On any given day, your child and his preschool pals divide cookies or pretzels into equal piles for snacks. They build bridges and tall towers with wooden blocks. They string beads into colorful patterns. They weigh the class rabbit and measure the length and width of its cage. They learn to balance a seesaw when one child is heavier than another. They discover which trucks are too big to fit in the toy garage and compare the number of shells they find at the beach.

Preschoolers do math even though they are not sitting at desks with workbooks or memorizing multiplication tables. Math is helping them to make sense of the world around them and teaching them to reason and problem solve. It’s not limited to a specific period or time of day, says Marilou Hyson, associate executive director for professional development at the National Association for the Education of Young Children (NAEYC). Instead it is a natural part of young children’s play and daily activities. They explore mathematical concepts as they sort, classify, compare quantities, balance blocks, notice shapes, and find patterns.

Preschool teachers build on children’s prior knowledge and capitalize on their spontaneous discoveries to further their understanding of mathematical concepts. As children build with blocks, their teacher introduces the concepts of higher, lower, in front of, behind, larger, smaller, equal, horizontal, vertical, parallel, odd, and even, says Mary Jane Belt, a teacher in Long Island, New York. When the class does an art project, such as putting feathers on the outline of a duck, the teacher might say the duck needs six feathers for his tail. One child puts on two feathers and a second child puts on three. The teacher then asks, “How many feathers does the duck have? Let’s count them. Does he need more? How many?” When children are in the literacy area listening to a story, the teacher might ask: “How many elephants do you see on this page? How many do you see with their trunks in the air? How many have babies with them?”

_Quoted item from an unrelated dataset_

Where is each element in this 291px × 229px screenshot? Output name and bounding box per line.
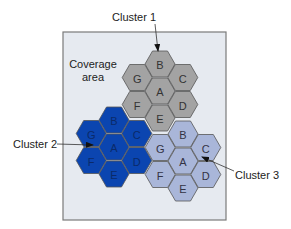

The NAEYC and the National Council of Teachers of Mathematics have outlined the following as particularly important parts of mathematical learning in preschool:

  • Numbers: Children learn about numbers by counting objects and discussing the results: “You gave Chris six goldfish crackers. How many does Susie need?” Children count spaces on board games. They count the days until their birthdays. The teacher might say, “Yesterday there were 12 days until your birthday. How many days are there now?” Preschoolers read counting books and recite nursery rhymes with numbers.
  • Geometry and spatial relations: Children practice constructing shapes and discussing their properties. They see skinny triangles and fat triangles and upside-down triangles and gradually realize that they are all still triangles.
  • Measurement: Children compare the height of a block tower with the height of a desk or table. They measure each other and the distance from the kitchen corner to the water table. They learn that this block is too short to make a bridge over the road. Teachers reinforce children’s findings by asking questions and making observations: “I wonder if this block is long enough to bridge the road. Let’s try it.”
  • Patterns/geometry: Children become aware of patterns in their clothes. They learn to recognize patterns of different colors and sizes in beads and blocks. They practice reproducing simple patterns by stringing beads and copying designs with colored blocks.
  • Analyzing data: Children sort objects by color, size and shape; count them; and record the data on graphs and charts. These charts might reflect the class pet’s growth, the number of rainy days in February, how many bean plants have sprouted, or the number of children with a birthday in March.

10 ways to help at home

  1. Show how math relates to daily life. Involve them in measuring ingredients when you cook or in figuring out if a container is big enough to hold their toy cars and trucks.
  2. Play board games using dice or play money. Help your child count out the spaces to move his piece on the board. Play simple card games like Go Fish.
  3. Count things at home and on the street: cars, books, toys, silverware. Count objects in book illustrations.
  4. Call attention to different patterns and shapes: plaids, polka dots, paisleys, and triangular and rectangular shapes in the sidewalk.
  5. Use terms such as above, beneath, level, larger, smaller, and equal, and words such as horizontal, vertical, perpendicular, and parallel, to describe things you see. You might ask your child to bring you the smallest cookie or to find the book beneath the large table in the living room.
  6. Take your child to the supermarket with you and involve her in comparing prices.
  7. When you balance your checkbook or pay bills, explain to your child what you are doing.
  8. Take your child to the bank with you and let him watch you count money from the ATM.
  9. Weigh and measure your child and make a chart to record her growth.
  10. Buy a set of hardwood blocks for your children to build with (look for a secondhand one if new ones are too pricey). The educational benefits of blocks are unlimited; they will be one of the best investments you make.